Perhaps they really think Karimov is about to topple, either keel over from death or incapacitation from sickness, or they'd like him to think they think that.
Registan adopted Dmitriy Nurullayev when he decided to remain here rather than returning to Uzbekistan after claiming that he faced a threat of imprisonment. These kinds of threats are common and the story is credible, but I did ask questions about it.

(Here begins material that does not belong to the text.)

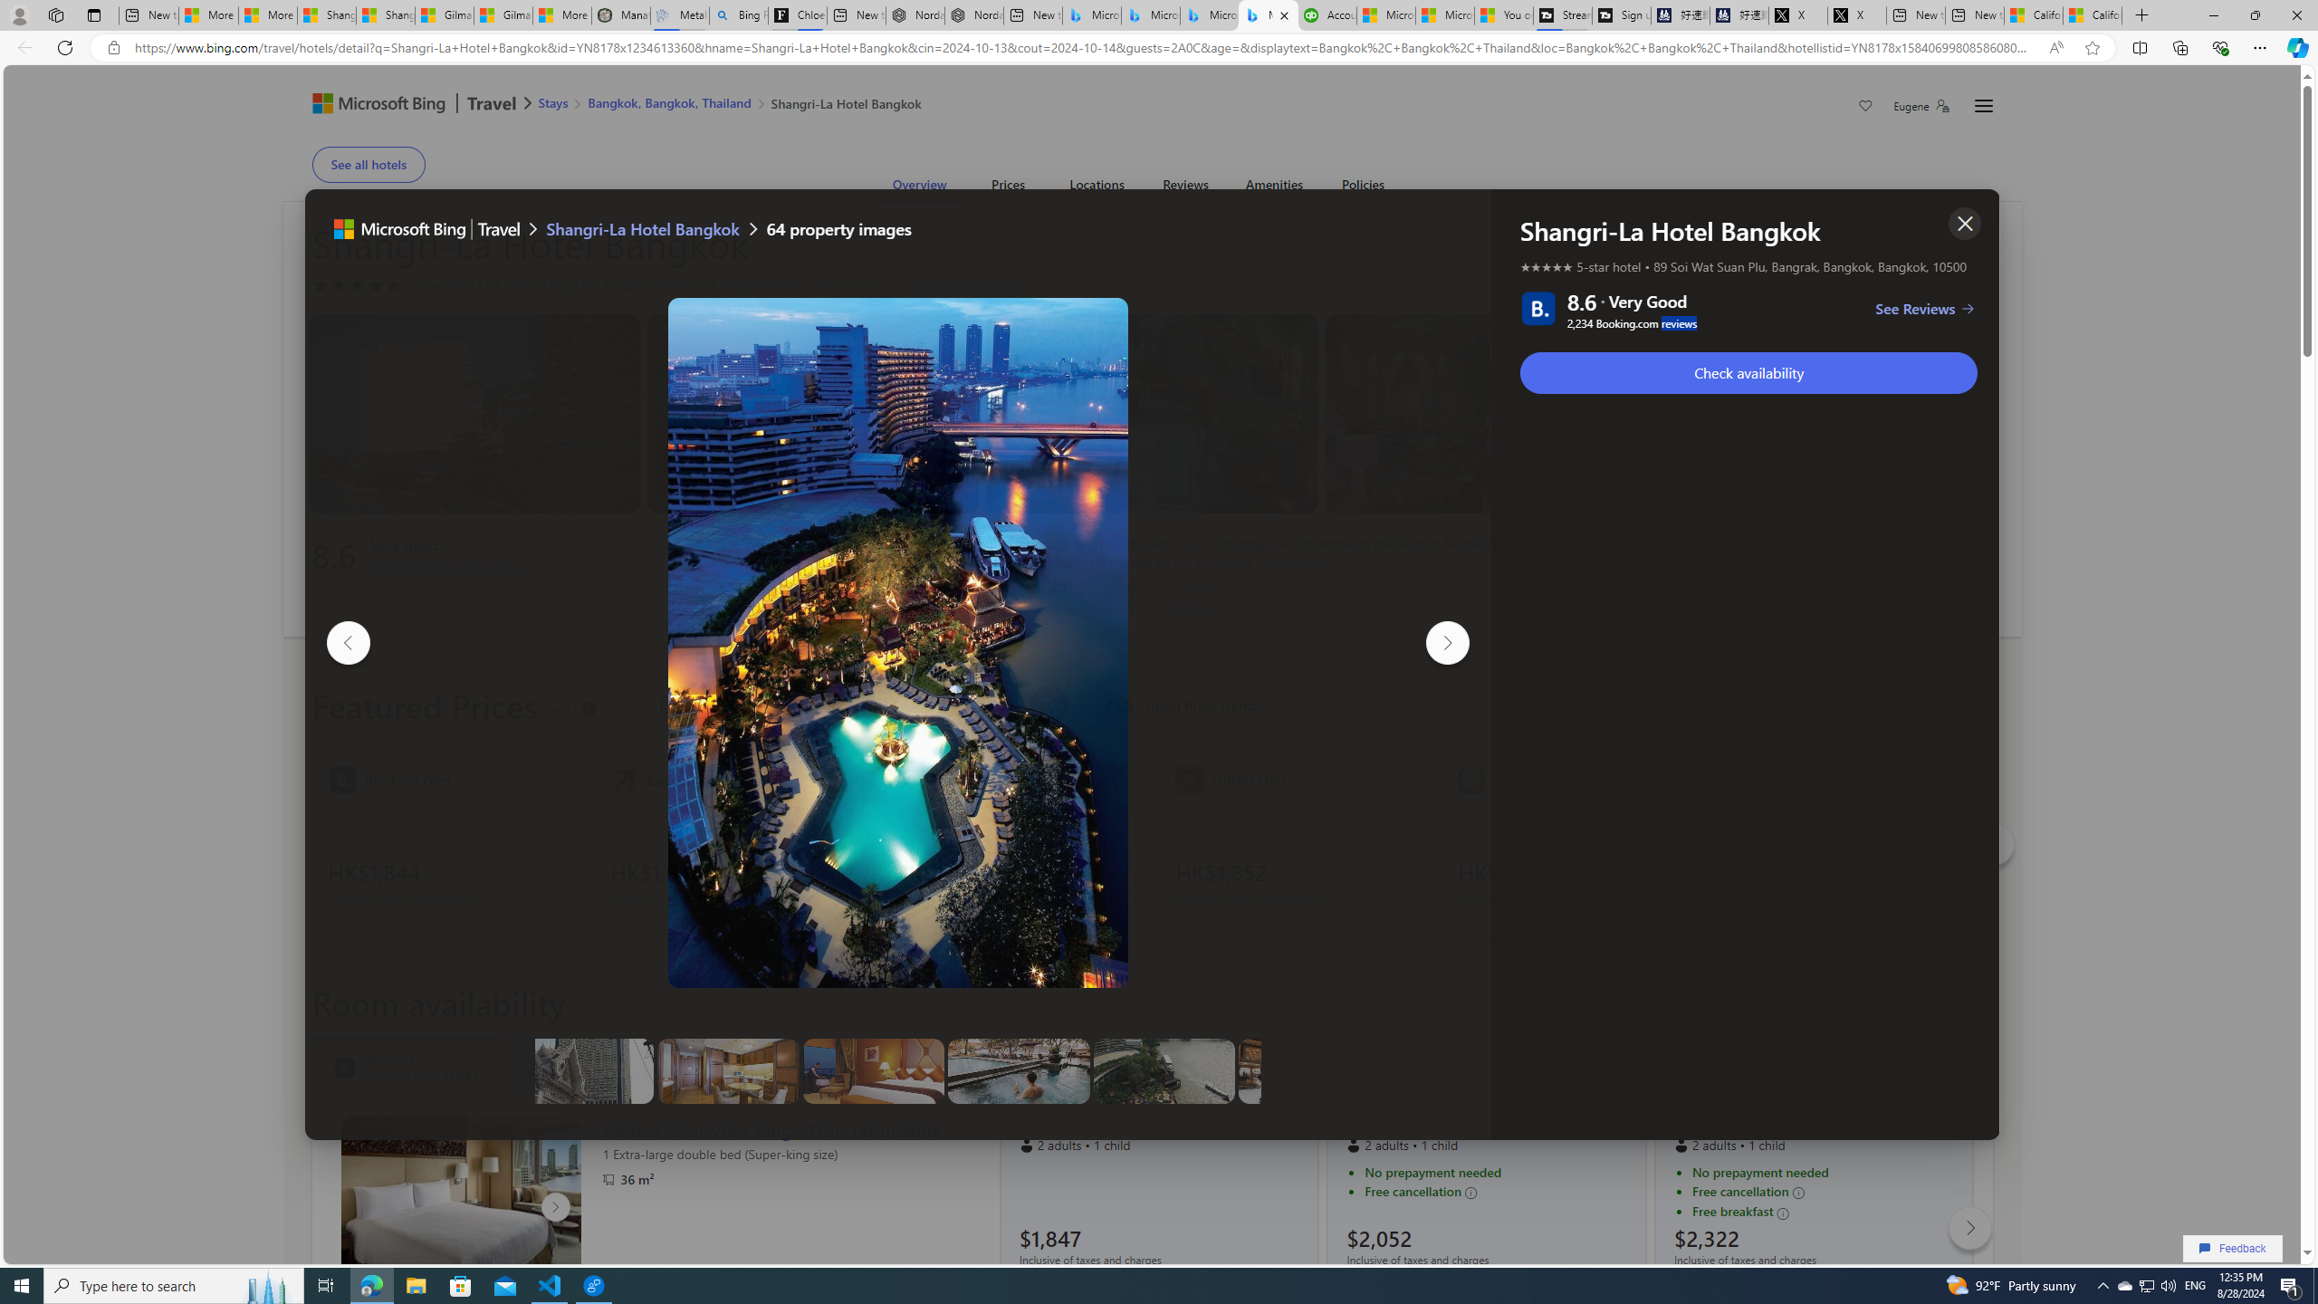 The image size is (2318, 1304). I want to click on Chloe Sorvino, so click(797, 15).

I don't know why the organizers left out groups like Human Rights Watch (Steve Swerdlow) and International Crisis Group (Andrew Strohlein, who is actually moving to HRW now, regrettably depriving the landscape of some diversity and competition). Maybe those groups wouldn't come to something with Registan leaders in it because of how nasty they were in the past to them. Maybe the organizers themselves think micro-projects rather than in-your-face human rights work is the way to go -- I just don't know. I ask questions.

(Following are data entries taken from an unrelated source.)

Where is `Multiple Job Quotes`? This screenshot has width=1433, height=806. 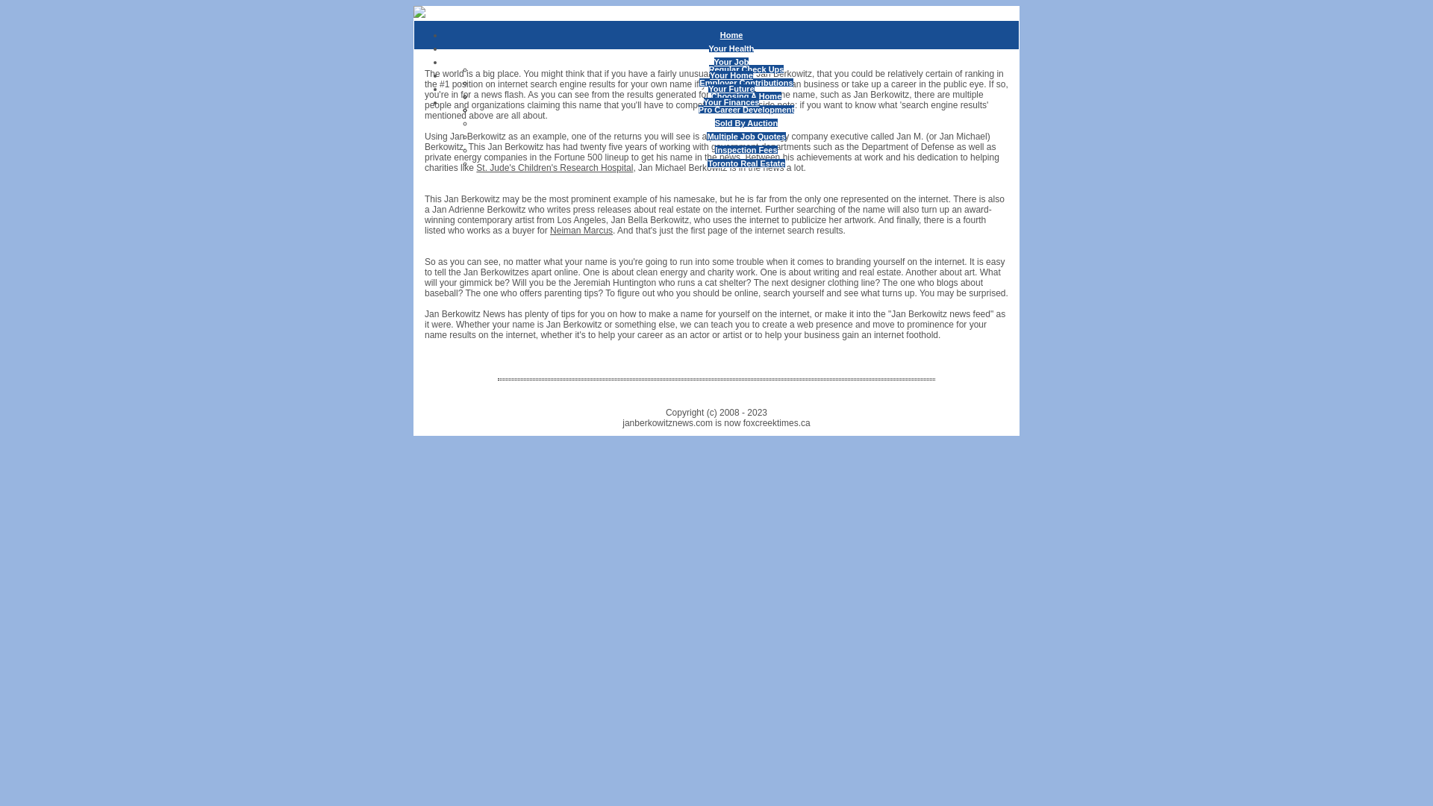
Multiple Job Quotes is located at coordinates (746, 137).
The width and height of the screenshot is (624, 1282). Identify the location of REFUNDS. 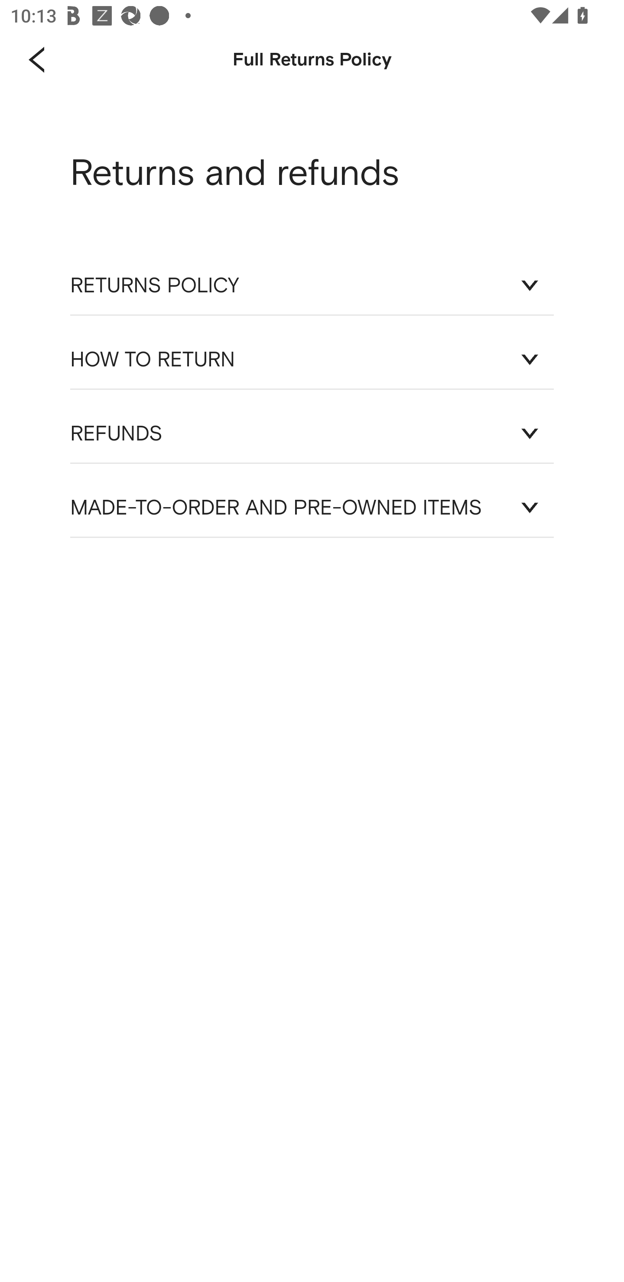
(312, 433).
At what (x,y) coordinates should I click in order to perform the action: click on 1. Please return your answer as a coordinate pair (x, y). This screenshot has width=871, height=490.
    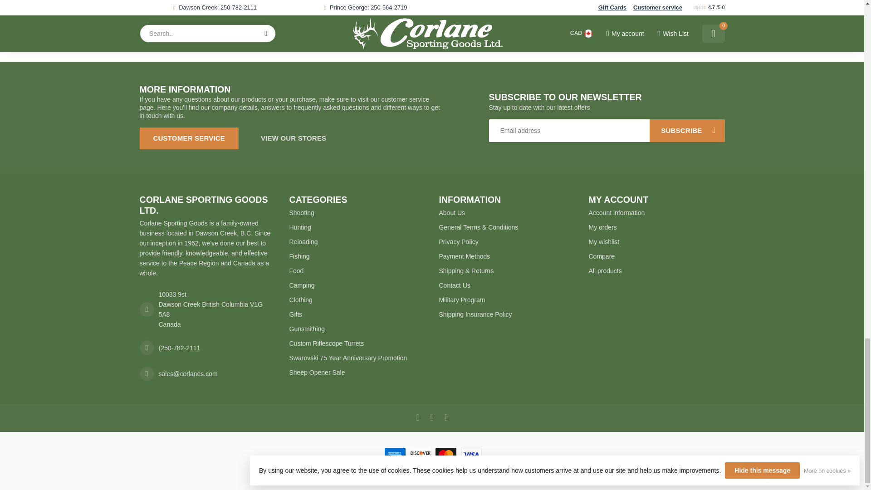
    Looking at the image, I should click on (230, 9).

To be sure, topics include forced child labour in the cotton fields -- a topic the regime accepts in principle and says it is "working on" and has signed the appropriate international treaties banning it. So maybe this area will be covered in full, although they really aren't the center of gravity for Registan.

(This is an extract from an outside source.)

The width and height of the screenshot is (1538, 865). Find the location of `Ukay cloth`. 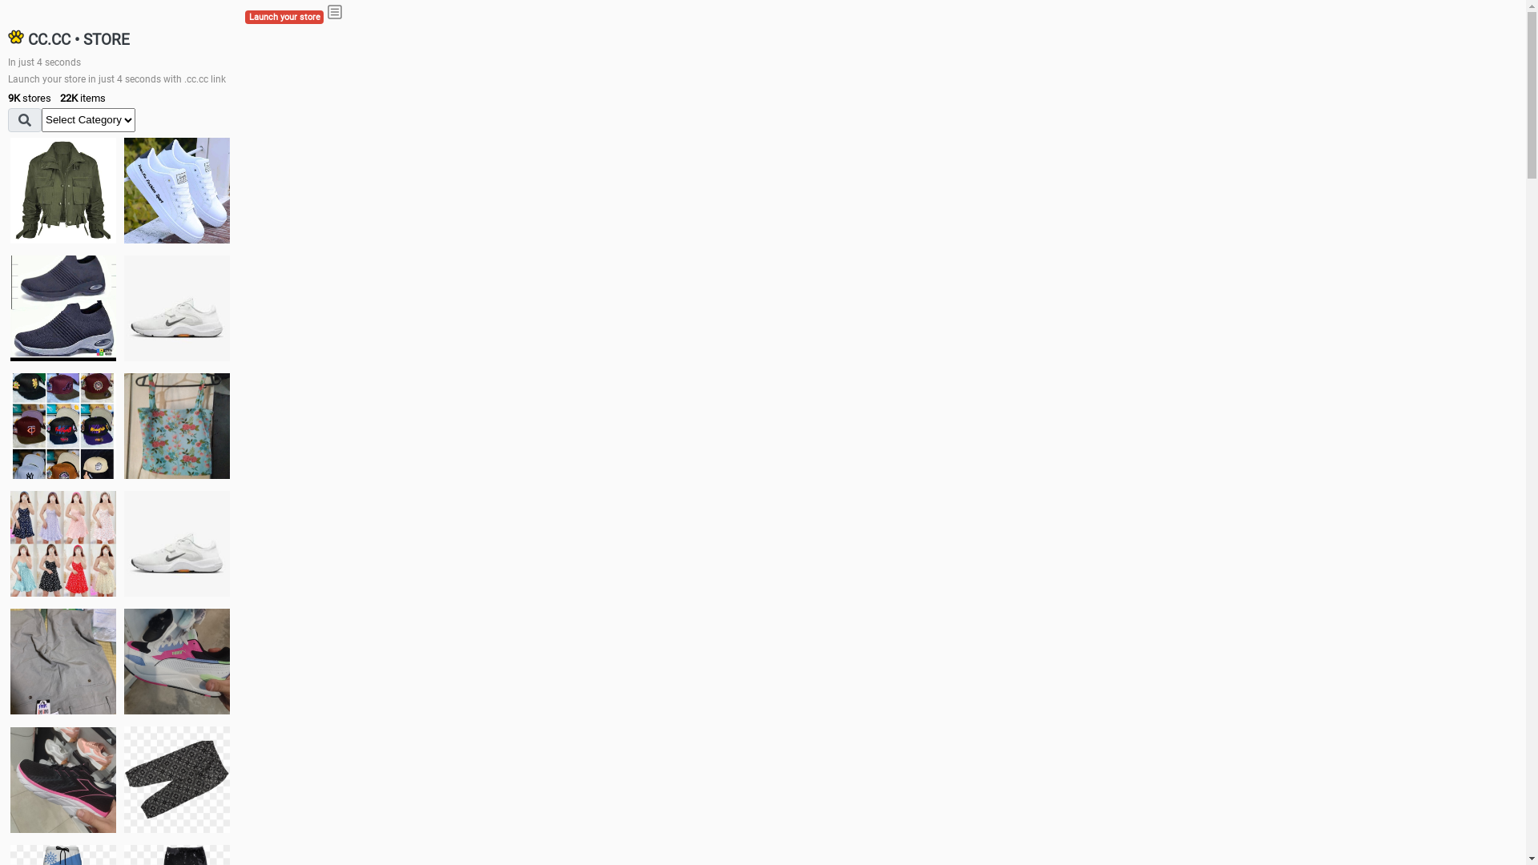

The conference also features Birdamlik leader Bahodir Choriyev. Birdamlik is an opposition group that tries bravely to demonstrate against the regime. Bahodir often invites me to join his groups or pages. I don't simply because I'm not interested in becoming a member of an Uzbek opposition group, I'm not in the Uzbek opposition even though obviously I oppose Karimov and company. They need to make their own opposition inside the country, with help from abroad, as best they can, but it's not my area of expertise. Actually, I even turned down a request to join a Russian opposition group in exile recently, where at least I speak the language and have years of working in the country and following the issues. I think it was because they were going to make me to a lot of work, and I already have enough volunteer activities.
I have to say that Choriyev seemed rather naive, or perhaps simply overly determined, when he returned to Uzbekistan -- naturally the goons got to him eventually. But I suppose that had the added benefit of convincing all those USAID types that "realism" is in order regarding this regime.
New Eurasia, a site for which I have as little respect as I do for Registan, covers the activities of this group.
I'm all for protests against this regime, it's important to keep visible here in the US and Europe especially when the regime officials visit. I'm all for 1,000 flowers blooming, but I'm certain we're not seeing a big range of flowers at the Awareness conference with only Registani speakers. I look forward to a much wider range of organizations, such as NED, Freedom House, etc. to hold conferences about whither the regime and Uzbekistan in 2015.
The site has a poll: With the new elected president in 2015, the situation will be better, worse, the same.
I voted "the same," but found that most people believe it will be "better". Why they think this president will be "elected" in some kind of authentic way within only two years from now is beyond me, but one lives in hope.
Evidently this conference is under "Chatham House Rules" (which, if people were less pretentious, they could call "Council on Foreign Relations" rules), i.e. no papers or transcripts will be published -- as they weren't with the October conference. So if you aren't in Seattle or didn't get your way paid there, you're out of luck.